You know what works as well as anyone.’ ” She also wanted to “further the evolution of women’s roles,” she says, and they both knew that partnering with a studio would mean satisfying a corporate mandate. “I’d be making products they like,” she says. Witherspoon joined forces in 2012 with another producer, Bruna Papandrea. They created a company called Pacific Standard, which went on to adapt two of that year’s hottest book properties, Crown Publishing Group’s Gone Girl and Alfred A. Knopf’s Wild (Strayed had personally sent an advance copy directly to Witherspoon in November 2011). Around the time that they were developing Big Little Lies, in 2014, Witherspoon began noting changes in consumer behavior. “Women weren’t going to movies,” she says. “They were streaming shows. They were on Instagram and Facebook. Digital was winning. The only way was to go where women are, instead of expecting them to come to us in theaters.” The digital imperative was underscored by her three children—Ava, 18, and Deacon, 14 (with first husband, actor Ryan Phillippe), and 5-year-old Tennessee (with Toth, whom she married in March 2011). For them, YouTube and streaming had replaced watching network TV and going to the movies.

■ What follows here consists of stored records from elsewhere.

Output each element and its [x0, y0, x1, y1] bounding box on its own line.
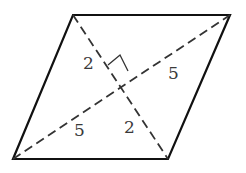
- label-short-diagonal-upper: 2: [83, 53, 94, 73]
- label-short-diagonal-lower: 2: [124, 117, 135, 137]
- label-long-diagonal-left: 5: [74, 120, 85, 140]
- label-long-diagonal-right: 5: [168, 63, 179, 83]
- short-diagonal: [73, 15, 168, 159]
- right-angle-marker: [108, 55, 128, 71]
- rhombus-diagram: 2 5 5 2: [0, 0, 246, 173]
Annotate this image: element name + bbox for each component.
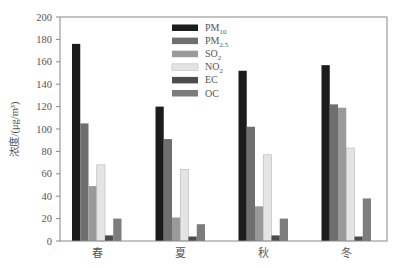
bar-PM2.5: [247, 127, 255, 241]
legend-swatch: [172, 25, 198, 32]
legend-item: NO2: [172, 61, 223, 75]
bar-chart: 020406080100120140160180200 春夏秋冬 PM10PM2…: [0, 0, 401, 269]
y-tick-label: 200: [36, 12, 52, 23]
bar-NO2: [263, 155, 271, 241]
bar-EC: [189, 237, 197, 241]
bar-PM10: [72, 44, 80, 241]
legend-swatch: [172, 77, 198, 84]
x-tick-label: 夏: [175, 247, 186, 259]
bar-PM10: [239, 71, 247, 241]
bar-OC: [363, 198, 371, 241]
legend-item: OC: [172, 88, 219, 99]
legend-item: PM2.5: [172, 35, 229, 49]
bar-OC: [280, 219, 288, 241]
x-axis: 春夏秋冬: [92, 246, 353, 259]
bar-PM10: [156, 107, 164, 241]
legend-label: SO2: [205, 48, 222, 62]
y-tick-label: 120: [36, 101, 52, 112]
bar-EC: [272, 235, 280, 241]
bar-SO2: [172, 217, 180, 241]
y-tick-label: 20: [42, 213, 53, 224]
x-tick-label: 春: [92, 247, 103, 259]
bar-EC: [355, 237, 363, 241]
y-tick-label: 140: [36, 79, 52, 90]
bar-SO2: [255, 206, 263, 241]
legend-item: EC: [172, 74, 218, 85]
legend-label: NO2: [205, 61, 223, 75]
bar-PM2.5: [330, 104, 338, 241]
legend-item: SO2: [172, 48, 222, 62]
y-tick-label: 160: [36, 56, 52, 67]
legend-label: PM2.5: [205, 35, 229, 49]
bar-OC: [197, 224, 205, 241]
y-tick-label: 0: [47, 236, 52, 247]
legend: PM10PM2.5SO2NO2ECOC: [172, 22, 229, 99]
bar-PM10: [322, 65, 330, 241]
y-axis-label: 浓度/(μg/m³): [8, 101, 21, 157]
bar-group-0: [72, 44, 122, 241]
y-tick-label: 180: [36, 34, 52, 45]
legend-swatch: [172, 38, 198, 45]
y-tick-label: 60: [42, 168, 53, 179]
legend-swatch: [172, 51, 198, 58]
y-axis: 020406080100120140160180200: [36, 12, 60, 247]
y-tick-label: 40: [42, 191, 53, 202]
y-tick-label: 80: [42, 146, 53, 157]
x-tick-label: 秋: [258, 246, 269, 259]
bar-SO2: [89, 186, 97, 241]
bar-NO2: [346, 148, 354, 241]
bar-group-3: [322, 65, 372, 241]
bar-group-1: [156, 107, 206, 241]
legend-item: PM10: [172, 22, 227, 36]
legend-label: EC: [205, 74, 218, 85]
x-tick-label: 冬: [341, 246, 352, 259]
bar-PM2.5: [80, 123, 88, 241]
bar-SO2: [338, 108, 346, 241]
bar-group-2: [239, 71, 289, 241]
bar-EC: [105, 235, 113, 241]
legend-swatch: [172, 90, 198, 97]
bar-OC: [113, 219, 121, 241]
bar-NO2: [180, 169, 188, 241]
legend-label: PM10: [205, 22, 227, 36]
legend-swatch: [172, 64, 198, 71]
bar-NO2: [97, 165, 105, 241]
y-tick-label: 100: [36, 124, 52, 135]
legend-label: OC: [205, 88, 219, 99]
bar-PM2.5: [164, 139, 172, 241]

Rather than moaning like so many in the industry about the tyranny of tiny screens, Witherspoon became excited by the creative potential of digital platforms and the relationships forged on social media. She joined Instagram in 2013 and started to build an audience (12.8 million followers to date). Draper James—which now has four brick-and-mortar stores—allowed her to become involved with consumers in a more intimate way. “I’d never had that before. I was always behind a screen. And I’m an extrovert,” adds Witherspoon, who remains creative director and the face of the retail company. Witherspoon’s second-ever Instagram post, in May 2013, was about J. Courtney Sullivan’s novel The Engagements (“I love this book! Has anyone else read?”).

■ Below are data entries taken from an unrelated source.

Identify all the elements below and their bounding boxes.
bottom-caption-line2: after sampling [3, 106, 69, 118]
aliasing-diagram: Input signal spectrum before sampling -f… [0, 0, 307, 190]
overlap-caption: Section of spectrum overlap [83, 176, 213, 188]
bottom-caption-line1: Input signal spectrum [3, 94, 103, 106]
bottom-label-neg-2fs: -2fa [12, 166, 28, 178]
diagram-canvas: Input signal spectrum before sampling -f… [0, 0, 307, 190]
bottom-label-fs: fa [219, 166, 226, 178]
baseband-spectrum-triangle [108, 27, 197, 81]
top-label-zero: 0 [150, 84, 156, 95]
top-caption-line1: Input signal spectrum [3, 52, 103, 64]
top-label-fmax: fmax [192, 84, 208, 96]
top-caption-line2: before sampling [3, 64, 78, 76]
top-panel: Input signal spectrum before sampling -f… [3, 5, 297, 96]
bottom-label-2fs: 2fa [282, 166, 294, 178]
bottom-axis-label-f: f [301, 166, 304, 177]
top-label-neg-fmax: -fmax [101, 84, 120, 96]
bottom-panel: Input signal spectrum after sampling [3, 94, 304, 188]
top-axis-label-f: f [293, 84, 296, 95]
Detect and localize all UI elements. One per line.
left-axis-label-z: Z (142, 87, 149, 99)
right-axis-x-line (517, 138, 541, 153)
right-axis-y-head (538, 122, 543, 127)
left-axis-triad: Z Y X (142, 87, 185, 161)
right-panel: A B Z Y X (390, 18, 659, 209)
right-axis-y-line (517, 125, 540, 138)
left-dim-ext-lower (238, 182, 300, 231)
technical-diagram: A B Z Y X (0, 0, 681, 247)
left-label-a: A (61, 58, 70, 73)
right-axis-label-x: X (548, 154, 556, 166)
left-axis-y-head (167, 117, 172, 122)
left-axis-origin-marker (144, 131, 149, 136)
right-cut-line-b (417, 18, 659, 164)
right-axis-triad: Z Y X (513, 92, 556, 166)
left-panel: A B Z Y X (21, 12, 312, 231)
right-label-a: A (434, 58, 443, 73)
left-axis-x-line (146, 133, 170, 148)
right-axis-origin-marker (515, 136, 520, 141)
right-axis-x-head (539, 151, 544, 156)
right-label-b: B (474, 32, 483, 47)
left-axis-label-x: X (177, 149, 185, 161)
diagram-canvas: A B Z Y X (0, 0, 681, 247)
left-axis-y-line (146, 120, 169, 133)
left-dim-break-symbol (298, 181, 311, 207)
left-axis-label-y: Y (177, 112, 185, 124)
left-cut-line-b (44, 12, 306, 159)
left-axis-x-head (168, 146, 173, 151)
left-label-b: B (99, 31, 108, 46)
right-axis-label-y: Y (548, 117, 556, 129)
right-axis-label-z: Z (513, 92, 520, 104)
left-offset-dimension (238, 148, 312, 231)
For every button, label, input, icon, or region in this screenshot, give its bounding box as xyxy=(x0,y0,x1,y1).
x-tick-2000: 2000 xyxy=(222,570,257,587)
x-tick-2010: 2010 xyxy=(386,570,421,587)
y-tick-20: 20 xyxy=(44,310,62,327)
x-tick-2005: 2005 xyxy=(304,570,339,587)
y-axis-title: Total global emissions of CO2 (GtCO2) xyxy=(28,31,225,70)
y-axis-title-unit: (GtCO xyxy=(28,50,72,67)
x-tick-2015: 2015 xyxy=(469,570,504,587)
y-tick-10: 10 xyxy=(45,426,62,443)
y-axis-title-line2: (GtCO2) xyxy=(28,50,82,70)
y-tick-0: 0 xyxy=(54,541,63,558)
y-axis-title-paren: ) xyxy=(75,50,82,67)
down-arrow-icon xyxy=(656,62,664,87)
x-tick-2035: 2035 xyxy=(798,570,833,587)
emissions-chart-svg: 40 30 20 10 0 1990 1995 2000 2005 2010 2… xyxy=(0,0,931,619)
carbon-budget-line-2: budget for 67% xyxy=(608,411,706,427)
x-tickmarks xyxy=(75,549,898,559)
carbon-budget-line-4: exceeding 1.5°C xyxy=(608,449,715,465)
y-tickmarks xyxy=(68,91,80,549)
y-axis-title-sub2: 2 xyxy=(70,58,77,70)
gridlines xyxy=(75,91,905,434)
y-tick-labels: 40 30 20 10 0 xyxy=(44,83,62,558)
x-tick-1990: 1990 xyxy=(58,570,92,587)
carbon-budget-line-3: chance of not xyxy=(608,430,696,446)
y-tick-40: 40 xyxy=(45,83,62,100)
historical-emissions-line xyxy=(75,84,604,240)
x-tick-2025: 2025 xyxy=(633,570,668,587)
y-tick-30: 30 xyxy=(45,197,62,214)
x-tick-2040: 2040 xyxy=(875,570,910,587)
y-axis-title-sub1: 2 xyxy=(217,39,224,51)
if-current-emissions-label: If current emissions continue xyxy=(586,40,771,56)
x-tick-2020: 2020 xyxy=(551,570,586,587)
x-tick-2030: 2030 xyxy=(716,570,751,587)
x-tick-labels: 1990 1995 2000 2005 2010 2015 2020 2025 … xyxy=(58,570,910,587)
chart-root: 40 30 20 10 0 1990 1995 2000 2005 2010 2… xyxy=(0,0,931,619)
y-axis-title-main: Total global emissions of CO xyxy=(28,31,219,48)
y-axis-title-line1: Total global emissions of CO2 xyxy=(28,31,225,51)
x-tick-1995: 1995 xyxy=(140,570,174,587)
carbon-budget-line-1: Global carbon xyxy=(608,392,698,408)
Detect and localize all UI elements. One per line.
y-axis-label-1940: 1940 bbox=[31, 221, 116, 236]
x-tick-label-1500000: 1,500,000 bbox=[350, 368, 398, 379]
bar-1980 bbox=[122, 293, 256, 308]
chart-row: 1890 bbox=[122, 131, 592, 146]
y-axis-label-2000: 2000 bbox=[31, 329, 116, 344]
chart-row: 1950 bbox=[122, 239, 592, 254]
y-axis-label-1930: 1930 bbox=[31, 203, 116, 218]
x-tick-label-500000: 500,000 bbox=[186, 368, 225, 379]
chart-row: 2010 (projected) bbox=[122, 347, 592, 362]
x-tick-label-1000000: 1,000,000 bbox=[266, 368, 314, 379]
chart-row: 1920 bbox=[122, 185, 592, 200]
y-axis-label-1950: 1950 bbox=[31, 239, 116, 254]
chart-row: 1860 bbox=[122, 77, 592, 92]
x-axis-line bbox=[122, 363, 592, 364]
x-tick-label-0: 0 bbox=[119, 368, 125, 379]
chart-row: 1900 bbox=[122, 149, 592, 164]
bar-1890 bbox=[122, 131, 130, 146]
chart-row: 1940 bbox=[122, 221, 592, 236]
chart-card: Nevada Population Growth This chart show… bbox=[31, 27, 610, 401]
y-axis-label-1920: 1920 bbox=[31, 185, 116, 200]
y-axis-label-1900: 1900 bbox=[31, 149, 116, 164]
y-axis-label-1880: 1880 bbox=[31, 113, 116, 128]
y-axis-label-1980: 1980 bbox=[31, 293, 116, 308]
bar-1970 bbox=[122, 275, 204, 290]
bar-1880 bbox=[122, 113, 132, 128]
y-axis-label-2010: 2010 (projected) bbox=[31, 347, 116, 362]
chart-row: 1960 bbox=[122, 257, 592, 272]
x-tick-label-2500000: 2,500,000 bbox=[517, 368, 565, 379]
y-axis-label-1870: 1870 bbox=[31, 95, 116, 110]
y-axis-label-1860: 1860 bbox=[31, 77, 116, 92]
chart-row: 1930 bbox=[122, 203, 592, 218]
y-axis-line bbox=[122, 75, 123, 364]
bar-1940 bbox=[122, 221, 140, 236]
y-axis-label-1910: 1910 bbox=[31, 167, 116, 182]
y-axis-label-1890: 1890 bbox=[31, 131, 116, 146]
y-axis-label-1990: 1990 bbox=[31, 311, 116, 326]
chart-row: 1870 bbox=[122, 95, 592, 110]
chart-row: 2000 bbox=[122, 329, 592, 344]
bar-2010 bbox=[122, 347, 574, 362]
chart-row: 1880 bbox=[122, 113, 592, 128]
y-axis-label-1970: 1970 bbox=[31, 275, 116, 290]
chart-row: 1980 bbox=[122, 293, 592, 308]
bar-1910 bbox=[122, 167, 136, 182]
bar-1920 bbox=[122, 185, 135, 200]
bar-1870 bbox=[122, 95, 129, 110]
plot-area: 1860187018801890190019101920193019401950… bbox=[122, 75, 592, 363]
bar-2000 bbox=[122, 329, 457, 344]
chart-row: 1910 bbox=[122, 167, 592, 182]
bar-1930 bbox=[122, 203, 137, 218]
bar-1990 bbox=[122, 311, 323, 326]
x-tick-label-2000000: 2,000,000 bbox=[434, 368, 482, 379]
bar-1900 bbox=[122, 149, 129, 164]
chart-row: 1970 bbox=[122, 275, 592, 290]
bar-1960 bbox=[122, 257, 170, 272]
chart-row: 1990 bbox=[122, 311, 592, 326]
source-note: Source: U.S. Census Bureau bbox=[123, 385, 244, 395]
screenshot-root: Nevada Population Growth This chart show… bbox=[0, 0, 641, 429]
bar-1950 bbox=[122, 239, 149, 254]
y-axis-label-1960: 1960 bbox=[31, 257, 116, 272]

It got a big-enough reaction that other book recommendations followed. News she posted about Pacific Standard’s coming adaptations of Gone Girl and Wild gave both novels sales bumps. According to Amazon Books, Gone Girl sales tripled following the release of the first movie trailer, then doubled during the opening weekend. Witherspoon learned that she could personally build audiences for movies long before they were released. At the same time, she was also loving the conversations she was having with other women about literature. After starting an informal Instagram-led book club in 2015, Witherspoon grew even more interested in digital community building.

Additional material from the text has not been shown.